There are more than 11,500 graduates in the class of 2020-21. Each student’s story is unique. Here is one of them.
Xavier Alexandre, B.A. in English/Writing, College of Humanities
A series of fortuitous meetings have opened doors that are leading Xavier Alexandre, 26, of North Hills, to the next significant step in establishing a career in the entertainment industry — earning a bachelor’s degree in English with an emphasis in creative writing, and a full-time, paid internship with The Walt Disney Studios. It’s an opportunity he didn’t even imagine during his final year in high school years ago.
Alexandre first entered the foster care system when he was 8 years old and his sister was only weeks old. A family member took custody of the children for a while but, by the time Alexandre was 15, they were back in the system. His sister was placed with distant relatives. Alexandre bounced from foster family to foster family until a chance conversation with an aunt he never met before at weekend family gathering.
“Soon after, she started the process to get custody of me,” he said. “She provided me a home, made sure I had everything I needed and became a second mother to me.”
Alexandre had no intention of going on to college when he graduated from high school. No one in his family had ever gone, and he was worried that he would need information from his biological parents to apply.
A random meeting with a college counselor changed his mind. She told him that, as a foster child, parental information would not be a factor. Though he missed most of the college application deadlines, the counselor personally walked him through the community college application process.
“She, and my aunt, are the first angels who showed up in my life just when I needed them,” he said.
Alexandre enrolled at Los Angeles Valley College in 2014, before transferring to CSUN in 2018. That time period and his first two years at Northridge were not easy, as he struggled with the lack of support provided to youth, who, when they turn 18, are “aged out” of the foster care system, including finding permanent housing.
A chance conversation with a former mentor helped him find a place to live. He also found assistance through the Guardian Scholars Program at Valley College and CSUN’s Milt and Debbie Valera EOP Resilient Scholars Program. Both programs provide support to current and former foster youth.
It was through the Resilient Scholars Program that Alexandre learned about the Ready to Succeed Program, which provides career development guidance to current and former foster youth. The program connected him with mentors in the entertainment field, including the showrunner for the television series “The Walking Dead.”
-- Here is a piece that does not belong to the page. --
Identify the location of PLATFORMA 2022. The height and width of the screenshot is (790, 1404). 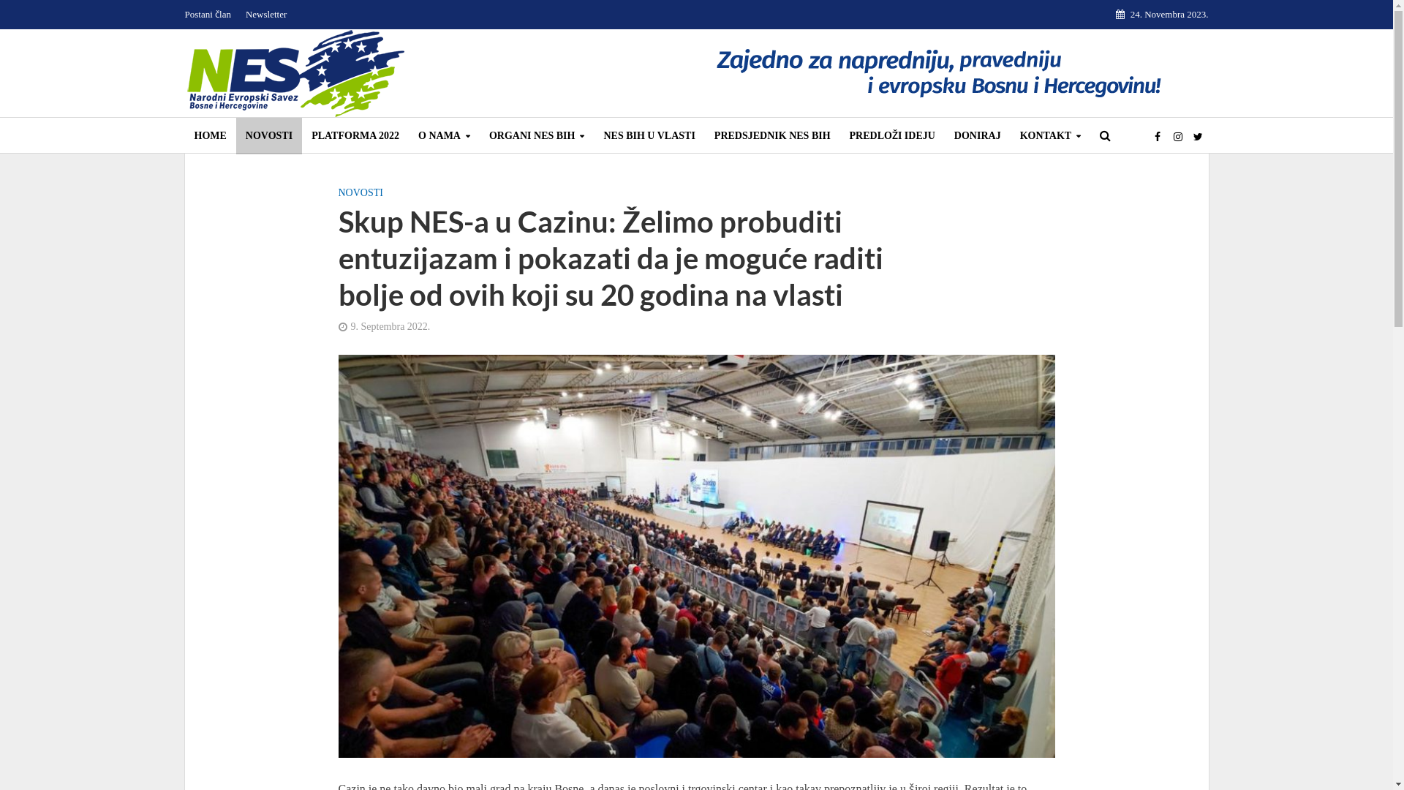
(355, 136).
While the pandemic caused some problems, it also provided Alexandre an opportunity to hunker down and focus on his studies. He is finishing his final semester at CSUN with straight As and a new mentor, in the form of English professor Martin Pousson.
“It’s amazing how much he gets me, and how much he has been there for me when I needed someone to talk to and believe in me,” Alexandre said.
He said Pousson re-enforced his passion for storytelling.
“I want to be able to tell the story, not of my life necessarily, but of the lives of people who have been in the foster system, who are part of the LGBTQ+ community, and the people out there who inspire us and keep us going,” he said.